Abstract
Abstract: This article examines the uses of intimacy in Thomas A. Digges's understudied 1775 novel Adventures of Alonso . Throughout the transatlantic travels of the picaresque hero Alonso, Digges narrates various constellations of intimacy among men in order to espouse an idea of liberal interiority and relationality that depends on the exclusion and affective distancing of racialized, gendered, and sexualized persons and populations. The article reads and contrasts two scenes of male intimacy and their larger repercussions in the novel. In the first, intimacy represents a social feeling that enables and fosters the public reasoning of white men on a ship crossing the Atlantic; in the second, Digges uses the intimacies of the sexually deviant Arab body in a Barbary captivity episode in order to demarcate and police the racial and sexual boundaries of liberal personhood. In doing so, Adventures of Alonso functionalizes intimacy to reorganize the bodies of white men into a fantasy of (proto-) democratic social form while it dismisses the bodies of racial and sexual others as politically expendable.
Talk to us
Join us for a 30 min session where you can share your feedback and ask us any queries you have
Disclaimer: All third-party content on this website/platform is and will remain the property of their respective owners and is provided on "as is" basis without any warranties, express or implied. Use of third-party content does not indicate any affiliation, sponsorship with or endorsement by them. Any references to third-party content is to identify the corresponding services and shall be considered fair use under The CopyrightLaw.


#### Description of the task
Tally the lines in the entries below where the string "this" occurs. Reply with the total alone.

[Source data — start]

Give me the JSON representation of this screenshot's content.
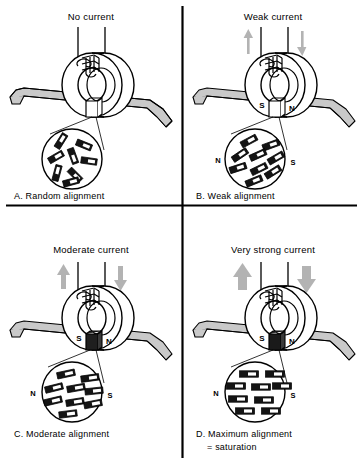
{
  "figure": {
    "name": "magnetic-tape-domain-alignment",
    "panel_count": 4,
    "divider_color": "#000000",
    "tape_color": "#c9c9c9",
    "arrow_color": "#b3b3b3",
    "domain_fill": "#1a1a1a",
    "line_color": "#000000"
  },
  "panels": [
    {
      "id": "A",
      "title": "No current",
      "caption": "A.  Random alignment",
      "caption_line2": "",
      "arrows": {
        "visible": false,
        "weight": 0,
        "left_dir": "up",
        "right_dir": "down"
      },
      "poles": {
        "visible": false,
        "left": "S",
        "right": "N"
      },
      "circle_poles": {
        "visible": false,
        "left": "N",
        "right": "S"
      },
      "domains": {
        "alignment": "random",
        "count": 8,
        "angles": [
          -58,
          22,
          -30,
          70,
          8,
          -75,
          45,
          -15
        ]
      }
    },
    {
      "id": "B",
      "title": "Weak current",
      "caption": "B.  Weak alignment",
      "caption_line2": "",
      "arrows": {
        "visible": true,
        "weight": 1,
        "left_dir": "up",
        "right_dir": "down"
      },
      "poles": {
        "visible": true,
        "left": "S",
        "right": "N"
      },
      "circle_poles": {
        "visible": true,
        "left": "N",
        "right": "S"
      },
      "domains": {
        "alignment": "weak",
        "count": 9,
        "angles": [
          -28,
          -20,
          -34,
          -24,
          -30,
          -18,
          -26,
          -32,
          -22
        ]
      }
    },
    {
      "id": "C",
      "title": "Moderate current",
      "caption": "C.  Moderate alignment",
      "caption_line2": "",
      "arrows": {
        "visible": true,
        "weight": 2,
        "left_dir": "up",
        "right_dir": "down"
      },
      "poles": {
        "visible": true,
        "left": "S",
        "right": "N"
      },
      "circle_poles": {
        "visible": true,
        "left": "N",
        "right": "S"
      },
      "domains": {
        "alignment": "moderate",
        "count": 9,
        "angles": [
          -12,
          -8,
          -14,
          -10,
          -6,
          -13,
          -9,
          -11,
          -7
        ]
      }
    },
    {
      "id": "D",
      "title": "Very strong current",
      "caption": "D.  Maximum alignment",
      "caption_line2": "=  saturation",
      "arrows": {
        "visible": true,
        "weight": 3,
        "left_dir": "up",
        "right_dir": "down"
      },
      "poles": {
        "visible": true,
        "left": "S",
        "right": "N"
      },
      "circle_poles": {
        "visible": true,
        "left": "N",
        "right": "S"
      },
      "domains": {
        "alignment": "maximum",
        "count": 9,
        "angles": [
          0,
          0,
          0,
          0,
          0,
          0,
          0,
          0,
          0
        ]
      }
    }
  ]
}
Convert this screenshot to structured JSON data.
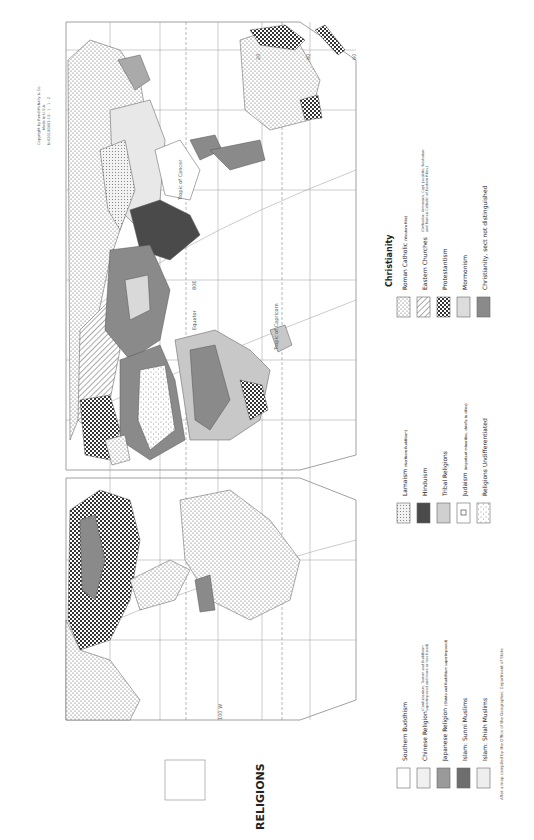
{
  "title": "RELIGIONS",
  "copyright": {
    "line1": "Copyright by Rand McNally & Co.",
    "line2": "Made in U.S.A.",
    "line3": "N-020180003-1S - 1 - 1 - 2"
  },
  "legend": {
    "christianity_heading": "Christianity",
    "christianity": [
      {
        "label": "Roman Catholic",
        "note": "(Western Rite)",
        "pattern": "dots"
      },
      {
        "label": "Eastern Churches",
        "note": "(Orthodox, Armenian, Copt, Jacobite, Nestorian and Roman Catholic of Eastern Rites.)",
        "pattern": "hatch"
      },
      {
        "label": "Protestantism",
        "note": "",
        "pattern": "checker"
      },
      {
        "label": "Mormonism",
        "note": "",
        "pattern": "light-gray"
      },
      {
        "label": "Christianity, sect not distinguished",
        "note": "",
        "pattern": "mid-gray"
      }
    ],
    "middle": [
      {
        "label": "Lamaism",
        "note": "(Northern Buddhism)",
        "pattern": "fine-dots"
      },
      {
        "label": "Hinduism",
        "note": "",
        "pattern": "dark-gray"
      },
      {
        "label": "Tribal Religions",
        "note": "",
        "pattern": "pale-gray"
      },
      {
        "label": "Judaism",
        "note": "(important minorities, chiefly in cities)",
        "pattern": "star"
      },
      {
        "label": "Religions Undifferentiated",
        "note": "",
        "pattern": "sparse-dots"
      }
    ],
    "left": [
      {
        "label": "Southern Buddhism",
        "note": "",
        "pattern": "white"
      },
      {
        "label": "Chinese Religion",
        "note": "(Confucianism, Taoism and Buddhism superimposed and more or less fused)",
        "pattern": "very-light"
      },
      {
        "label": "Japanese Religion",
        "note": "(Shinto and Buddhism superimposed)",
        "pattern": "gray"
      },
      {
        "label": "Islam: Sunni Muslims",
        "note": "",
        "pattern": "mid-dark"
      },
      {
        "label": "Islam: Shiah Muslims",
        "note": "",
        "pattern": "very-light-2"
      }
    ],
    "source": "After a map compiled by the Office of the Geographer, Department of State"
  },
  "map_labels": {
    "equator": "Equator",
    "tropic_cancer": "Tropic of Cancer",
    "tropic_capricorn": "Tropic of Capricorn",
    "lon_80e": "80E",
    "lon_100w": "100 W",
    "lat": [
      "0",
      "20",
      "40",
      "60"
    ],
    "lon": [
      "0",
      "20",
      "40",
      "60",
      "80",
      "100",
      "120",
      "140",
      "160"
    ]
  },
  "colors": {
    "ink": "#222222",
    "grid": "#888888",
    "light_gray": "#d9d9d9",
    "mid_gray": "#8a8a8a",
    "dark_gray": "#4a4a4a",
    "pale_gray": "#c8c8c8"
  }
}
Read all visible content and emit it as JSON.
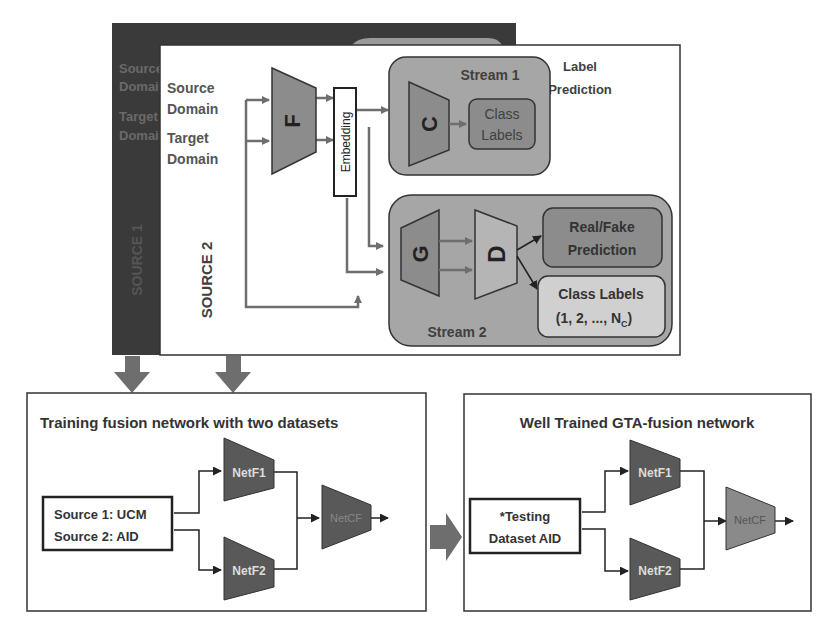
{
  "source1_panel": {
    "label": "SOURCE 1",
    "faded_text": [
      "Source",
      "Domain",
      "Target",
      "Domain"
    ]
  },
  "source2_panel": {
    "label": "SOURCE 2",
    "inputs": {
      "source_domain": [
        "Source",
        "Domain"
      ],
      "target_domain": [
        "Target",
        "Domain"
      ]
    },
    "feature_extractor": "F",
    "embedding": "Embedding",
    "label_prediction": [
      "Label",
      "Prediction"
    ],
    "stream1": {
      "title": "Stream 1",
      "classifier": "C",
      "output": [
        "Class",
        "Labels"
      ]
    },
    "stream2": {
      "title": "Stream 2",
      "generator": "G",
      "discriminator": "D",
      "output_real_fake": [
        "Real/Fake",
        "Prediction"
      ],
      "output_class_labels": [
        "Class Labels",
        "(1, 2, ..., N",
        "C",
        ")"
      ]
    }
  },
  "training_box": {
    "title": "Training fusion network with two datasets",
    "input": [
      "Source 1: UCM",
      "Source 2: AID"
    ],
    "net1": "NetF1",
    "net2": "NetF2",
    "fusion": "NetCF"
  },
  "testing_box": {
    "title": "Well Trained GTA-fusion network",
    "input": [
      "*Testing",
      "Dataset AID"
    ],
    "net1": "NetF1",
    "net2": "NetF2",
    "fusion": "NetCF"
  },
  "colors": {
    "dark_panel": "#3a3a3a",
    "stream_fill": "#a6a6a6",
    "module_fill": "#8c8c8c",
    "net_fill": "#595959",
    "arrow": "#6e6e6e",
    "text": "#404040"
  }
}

[Source data — finish]

#### Answer section
2